Topics for further review

We’ve focused on JSON in this post because it’s the most popular format used to exchange data between web services. With that said, JSON isn’t the only game in town. Another option is to send data in the parquet format. Again, JSON is text, and text is expensive to process. Parquet is a binary format designed from the ground up for columnar datasets like data frames. It’s also very memory efficient. The table below shows file sizes for random samples of the penguins dataset written to JSON and parquet.

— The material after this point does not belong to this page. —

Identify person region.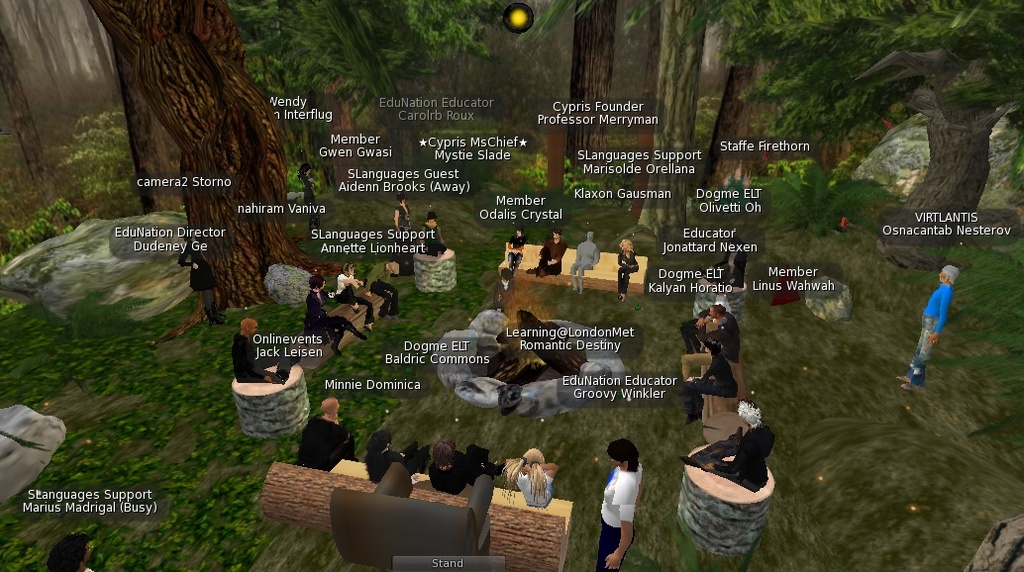
Region: 693/304/734/354.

n json compressed_json parquet
1K 146.79K 23.75K 7.88K
10K 1.43M 214.75K 47.7K
100K 14.33M 2.08M 442.38K
1M 143.29M 20.77M 4.28M

Even after compressing the JSON files, the parquet files are still way smaller. Generating parquet formatted data is also very fast thanks to packages like {nanoparquet} and {arrow}. The following table shows median execution times for generating JSON files versus parquet files using the same datasets used in the previous table. To keep things competitive, we’ll generate the JSON with {yyjsonr} and the parquet with {nanoparquet}. As the number of records increases, it’s clear that generating parquet is much faster.

n json parquet
1K 847.59µs 1.92ms
10K 4.83ms 4ms
100K 46.32ms 21.57ms
1M 491.23ms 189.42ms

Parquet presents a new opportunity for data-intensive APIs that need to pass around larger datasets. Parquet is very cool, but before replacing all of your JSON payloads with parquet, keep the following in mind. One is that parquet isn’t human readable like JSON, so it won’t be much help when combing through debug logs. Second is that just because your API can send something in parquet doesn’t mean the rest of your software ecosystem can. Teams may not want to add new dependencies or make code changes needed to support parquet, and if you want to make your work valuable to the greater organization, sometimes the best thing to do is do what everyone else is doing.

Conclusion

We did it! Next up is async execution.